Work and wisdom – The Economic Times



What is that we are so busy seeking in life? Using our faculty of discrimination well, we will realise that we are seekers of anant, limitlessness. Nothing less. The problem lies in how we are seeking it. We have made our desires a vehicle for this goal, with action as its prime mover. And the problem with action is that it is inherently limited, producing limited result. Verily, limited multiplied by limited continues to be limited. This is a perpetual trap unless one discerns and corrects this fundamental error.

The Upanishads reveal that we are limitless, the sought is enshrined in the seeker, Tat tvam asi. We only become a victim of our notion of being limited because we erroneously superimpose limitations of our body-mind-sense on the limitless Consciousness that enlivens it. Consciousness is all there is; and one is that non-dual Consciousness.

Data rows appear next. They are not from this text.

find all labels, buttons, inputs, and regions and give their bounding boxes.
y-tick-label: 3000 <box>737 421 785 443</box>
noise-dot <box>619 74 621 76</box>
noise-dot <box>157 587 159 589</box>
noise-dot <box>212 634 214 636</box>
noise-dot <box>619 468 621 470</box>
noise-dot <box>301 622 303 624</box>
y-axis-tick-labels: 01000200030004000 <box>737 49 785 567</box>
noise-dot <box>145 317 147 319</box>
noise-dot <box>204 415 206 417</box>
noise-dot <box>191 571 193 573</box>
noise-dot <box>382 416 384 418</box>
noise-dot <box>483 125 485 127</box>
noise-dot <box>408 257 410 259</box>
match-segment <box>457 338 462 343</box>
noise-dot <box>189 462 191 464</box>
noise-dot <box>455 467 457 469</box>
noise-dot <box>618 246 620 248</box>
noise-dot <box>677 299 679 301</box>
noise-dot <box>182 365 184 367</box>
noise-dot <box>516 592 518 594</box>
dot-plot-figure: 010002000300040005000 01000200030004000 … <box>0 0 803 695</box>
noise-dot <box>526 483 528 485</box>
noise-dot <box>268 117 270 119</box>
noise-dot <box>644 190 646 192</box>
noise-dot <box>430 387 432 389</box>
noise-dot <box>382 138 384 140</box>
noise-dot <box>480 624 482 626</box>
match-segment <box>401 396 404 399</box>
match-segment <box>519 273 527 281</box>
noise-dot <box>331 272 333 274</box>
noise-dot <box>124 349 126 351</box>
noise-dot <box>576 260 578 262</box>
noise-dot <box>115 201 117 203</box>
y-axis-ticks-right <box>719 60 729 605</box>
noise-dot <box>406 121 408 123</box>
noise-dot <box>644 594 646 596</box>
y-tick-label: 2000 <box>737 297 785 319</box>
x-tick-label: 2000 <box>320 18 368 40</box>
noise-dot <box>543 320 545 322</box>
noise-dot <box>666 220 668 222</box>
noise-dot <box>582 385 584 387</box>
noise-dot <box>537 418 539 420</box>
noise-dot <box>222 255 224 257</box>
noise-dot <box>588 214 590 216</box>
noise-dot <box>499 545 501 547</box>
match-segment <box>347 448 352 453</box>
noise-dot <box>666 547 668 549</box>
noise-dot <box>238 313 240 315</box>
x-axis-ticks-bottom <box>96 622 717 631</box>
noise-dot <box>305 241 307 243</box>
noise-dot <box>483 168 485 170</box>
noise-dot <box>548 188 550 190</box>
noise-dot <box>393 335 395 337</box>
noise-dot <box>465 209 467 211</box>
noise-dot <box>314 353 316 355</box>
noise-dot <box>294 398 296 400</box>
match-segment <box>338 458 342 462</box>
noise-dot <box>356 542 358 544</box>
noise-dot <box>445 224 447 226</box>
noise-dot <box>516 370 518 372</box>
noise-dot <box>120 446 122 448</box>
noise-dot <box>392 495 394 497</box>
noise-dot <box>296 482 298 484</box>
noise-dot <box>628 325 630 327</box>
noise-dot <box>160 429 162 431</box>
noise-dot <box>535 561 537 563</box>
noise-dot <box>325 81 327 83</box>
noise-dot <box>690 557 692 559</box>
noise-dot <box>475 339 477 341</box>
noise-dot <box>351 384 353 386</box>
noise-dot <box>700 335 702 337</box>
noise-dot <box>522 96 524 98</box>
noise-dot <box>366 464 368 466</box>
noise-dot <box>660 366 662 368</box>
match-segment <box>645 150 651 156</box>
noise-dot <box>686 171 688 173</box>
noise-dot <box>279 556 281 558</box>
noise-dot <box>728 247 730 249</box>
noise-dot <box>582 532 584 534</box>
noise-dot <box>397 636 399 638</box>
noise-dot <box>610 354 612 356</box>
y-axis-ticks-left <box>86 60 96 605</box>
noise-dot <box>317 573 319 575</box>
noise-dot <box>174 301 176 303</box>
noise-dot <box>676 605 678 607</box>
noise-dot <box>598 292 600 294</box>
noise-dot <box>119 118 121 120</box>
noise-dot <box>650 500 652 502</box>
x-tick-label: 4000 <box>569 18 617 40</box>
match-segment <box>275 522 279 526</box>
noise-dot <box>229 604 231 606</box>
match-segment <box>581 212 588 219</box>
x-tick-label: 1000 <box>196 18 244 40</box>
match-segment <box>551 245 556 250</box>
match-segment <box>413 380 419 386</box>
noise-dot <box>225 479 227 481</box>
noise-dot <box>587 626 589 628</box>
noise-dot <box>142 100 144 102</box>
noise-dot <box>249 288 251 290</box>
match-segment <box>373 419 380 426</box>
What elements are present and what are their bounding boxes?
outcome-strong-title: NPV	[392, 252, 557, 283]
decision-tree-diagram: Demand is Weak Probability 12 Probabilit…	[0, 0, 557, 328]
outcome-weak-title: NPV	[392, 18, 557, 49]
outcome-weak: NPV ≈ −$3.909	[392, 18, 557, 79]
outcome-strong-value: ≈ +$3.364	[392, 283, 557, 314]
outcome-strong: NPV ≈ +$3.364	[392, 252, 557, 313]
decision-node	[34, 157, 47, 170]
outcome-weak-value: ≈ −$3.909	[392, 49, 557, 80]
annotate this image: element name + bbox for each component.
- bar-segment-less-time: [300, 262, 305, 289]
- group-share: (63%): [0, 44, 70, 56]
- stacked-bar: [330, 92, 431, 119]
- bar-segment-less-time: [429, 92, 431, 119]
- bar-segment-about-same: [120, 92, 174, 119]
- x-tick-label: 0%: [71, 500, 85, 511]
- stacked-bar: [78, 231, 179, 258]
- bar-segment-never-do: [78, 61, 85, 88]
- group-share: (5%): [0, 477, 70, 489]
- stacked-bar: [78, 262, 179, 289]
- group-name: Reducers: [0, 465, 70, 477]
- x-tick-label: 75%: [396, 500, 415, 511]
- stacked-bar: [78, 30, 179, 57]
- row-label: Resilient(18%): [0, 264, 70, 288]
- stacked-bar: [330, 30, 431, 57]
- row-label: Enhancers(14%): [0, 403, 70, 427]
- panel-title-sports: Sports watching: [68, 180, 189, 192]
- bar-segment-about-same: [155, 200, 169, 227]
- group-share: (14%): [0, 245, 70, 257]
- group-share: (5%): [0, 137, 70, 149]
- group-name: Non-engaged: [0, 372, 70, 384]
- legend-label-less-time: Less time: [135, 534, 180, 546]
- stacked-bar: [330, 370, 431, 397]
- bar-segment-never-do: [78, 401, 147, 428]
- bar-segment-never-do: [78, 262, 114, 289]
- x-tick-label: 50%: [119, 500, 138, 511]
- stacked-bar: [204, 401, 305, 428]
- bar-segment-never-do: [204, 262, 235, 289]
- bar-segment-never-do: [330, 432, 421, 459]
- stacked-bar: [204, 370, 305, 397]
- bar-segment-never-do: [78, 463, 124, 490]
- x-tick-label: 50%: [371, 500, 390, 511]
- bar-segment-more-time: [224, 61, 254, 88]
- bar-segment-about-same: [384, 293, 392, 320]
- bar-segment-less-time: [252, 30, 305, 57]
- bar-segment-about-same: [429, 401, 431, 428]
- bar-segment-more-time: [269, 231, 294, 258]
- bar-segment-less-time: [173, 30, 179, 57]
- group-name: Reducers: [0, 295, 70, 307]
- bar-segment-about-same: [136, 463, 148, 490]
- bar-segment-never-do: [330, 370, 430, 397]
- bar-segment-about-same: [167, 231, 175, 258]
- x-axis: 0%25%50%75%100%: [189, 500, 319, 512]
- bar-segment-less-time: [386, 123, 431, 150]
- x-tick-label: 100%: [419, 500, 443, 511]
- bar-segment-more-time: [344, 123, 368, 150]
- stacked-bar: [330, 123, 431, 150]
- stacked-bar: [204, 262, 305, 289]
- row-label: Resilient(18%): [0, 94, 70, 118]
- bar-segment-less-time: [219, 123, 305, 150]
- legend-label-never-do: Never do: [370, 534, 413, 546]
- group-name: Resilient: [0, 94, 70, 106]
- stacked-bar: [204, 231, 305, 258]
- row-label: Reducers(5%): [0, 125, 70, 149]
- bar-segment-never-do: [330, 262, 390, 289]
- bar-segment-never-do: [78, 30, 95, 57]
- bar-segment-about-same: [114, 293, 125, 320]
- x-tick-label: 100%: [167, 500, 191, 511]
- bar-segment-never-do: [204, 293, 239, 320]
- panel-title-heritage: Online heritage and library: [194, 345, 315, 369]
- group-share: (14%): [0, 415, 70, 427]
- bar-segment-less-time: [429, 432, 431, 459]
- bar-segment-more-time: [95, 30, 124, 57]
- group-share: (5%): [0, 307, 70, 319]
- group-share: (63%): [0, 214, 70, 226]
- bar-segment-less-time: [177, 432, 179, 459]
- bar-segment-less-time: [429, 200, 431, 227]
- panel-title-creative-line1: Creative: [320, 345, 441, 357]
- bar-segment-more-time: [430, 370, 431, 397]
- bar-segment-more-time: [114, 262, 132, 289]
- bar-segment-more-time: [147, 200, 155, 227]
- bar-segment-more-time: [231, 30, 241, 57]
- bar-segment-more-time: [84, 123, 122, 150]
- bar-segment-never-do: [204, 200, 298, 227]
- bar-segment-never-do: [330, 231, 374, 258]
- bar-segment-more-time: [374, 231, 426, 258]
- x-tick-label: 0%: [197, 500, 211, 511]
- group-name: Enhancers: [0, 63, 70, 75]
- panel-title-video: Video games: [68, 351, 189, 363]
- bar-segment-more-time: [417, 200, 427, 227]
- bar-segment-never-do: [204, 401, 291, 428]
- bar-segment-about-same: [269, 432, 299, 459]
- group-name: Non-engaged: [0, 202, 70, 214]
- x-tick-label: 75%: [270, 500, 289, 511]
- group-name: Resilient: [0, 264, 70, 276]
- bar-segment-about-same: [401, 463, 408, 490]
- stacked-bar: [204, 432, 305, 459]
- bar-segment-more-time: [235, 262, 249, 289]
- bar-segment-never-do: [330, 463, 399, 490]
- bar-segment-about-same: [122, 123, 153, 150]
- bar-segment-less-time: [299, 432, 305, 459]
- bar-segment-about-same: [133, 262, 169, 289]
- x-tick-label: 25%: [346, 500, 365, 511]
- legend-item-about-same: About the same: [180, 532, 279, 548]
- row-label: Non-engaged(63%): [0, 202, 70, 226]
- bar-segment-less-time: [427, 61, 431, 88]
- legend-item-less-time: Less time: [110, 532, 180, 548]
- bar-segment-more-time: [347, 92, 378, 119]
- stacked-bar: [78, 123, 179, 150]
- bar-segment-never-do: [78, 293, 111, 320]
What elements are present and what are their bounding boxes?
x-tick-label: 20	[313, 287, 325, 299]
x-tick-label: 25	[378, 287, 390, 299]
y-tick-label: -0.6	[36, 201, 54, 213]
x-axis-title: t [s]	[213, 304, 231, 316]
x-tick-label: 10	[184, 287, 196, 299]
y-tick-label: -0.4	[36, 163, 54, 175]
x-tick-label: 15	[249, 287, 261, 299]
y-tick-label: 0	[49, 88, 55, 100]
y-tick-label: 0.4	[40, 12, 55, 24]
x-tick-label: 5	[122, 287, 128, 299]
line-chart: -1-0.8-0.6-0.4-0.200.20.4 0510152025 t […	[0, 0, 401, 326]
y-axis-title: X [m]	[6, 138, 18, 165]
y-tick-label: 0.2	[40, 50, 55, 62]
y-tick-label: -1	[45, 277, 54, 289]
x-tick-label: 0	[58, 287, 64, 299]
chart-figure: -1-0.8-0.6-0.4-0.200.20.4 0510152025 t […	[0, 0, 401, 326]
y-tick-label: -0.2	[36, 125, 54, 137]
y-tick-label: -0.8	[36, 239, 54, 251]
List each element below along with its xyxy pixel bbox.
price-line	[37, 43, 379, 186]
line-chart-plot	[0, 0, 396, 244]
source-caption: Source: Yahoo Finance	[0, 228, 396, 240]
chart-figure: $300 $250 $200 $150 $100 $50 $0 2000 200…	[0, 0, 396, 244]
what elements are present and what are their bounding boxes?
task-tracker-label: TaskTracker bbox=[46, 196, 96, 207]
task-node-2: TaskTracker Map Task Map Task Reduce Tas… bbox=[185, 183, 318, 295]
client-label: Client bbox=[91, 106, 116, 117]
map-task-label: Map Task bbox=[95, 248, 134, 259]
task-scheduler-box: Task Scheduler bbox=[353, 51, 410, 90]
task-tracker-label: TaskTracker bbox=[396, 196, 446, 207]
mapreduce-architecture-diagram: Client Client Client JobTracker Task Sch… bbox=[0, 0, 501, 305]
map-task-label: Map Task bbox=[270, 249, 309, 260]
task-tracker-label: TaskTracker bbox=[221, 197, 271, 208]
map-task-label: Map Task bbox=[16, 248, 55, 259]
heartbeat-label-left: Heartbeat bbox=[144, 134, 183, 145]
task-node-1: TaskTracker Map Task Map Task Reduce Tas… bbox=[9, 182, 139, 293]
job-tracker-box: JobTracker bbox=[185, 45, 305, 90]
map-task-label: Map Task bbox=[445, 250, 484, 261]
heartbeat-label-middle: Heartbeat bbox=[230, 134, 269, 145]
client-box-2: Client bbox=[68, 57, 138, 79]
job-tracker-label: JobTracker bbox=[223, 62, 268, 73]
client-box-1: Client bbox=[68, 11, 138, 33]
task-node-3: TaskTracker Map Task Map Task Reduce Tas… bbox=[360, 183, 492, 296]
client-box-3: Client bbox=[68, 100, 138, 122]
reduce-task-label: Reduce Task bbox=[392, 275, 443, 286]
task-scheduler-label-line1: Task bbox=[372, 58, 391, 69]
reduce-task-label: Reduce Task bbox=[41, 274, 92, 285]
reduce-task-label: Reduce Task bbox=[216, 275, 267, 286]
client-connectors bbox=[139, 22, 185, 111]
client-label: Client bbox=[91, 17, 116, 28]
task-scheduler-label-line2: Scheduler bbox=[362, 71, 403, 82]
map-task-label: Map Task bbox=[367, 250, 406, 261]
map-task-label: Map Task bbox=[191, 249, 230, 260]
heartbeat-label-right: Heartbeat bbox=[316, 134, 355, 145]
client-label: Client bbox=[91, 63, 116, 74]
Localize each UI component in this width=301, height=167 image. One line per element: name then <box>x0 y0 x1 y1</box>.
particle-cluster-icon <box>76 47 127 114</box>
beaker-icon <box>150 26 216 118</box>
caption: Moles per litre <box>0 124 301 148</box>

If one is already limitless, it can only be gained by knowledge and not by any action; ‘naasti akritah kriten’, warn the Vedas. Then what is the utility of work? Carried out with an attitude of dedication to the Divine with no attachments to the result, the work purifies one’s inner instrument, the mind.

A pure mind realises the reality in no time. In the Bhagwad Gita too, Krishn exhorts Arjun to be a karma yogi, elucidating the merits of action done with the spirit of renunciation and duty. Such an action paves the way to the wellspring of wisdom and well-being within.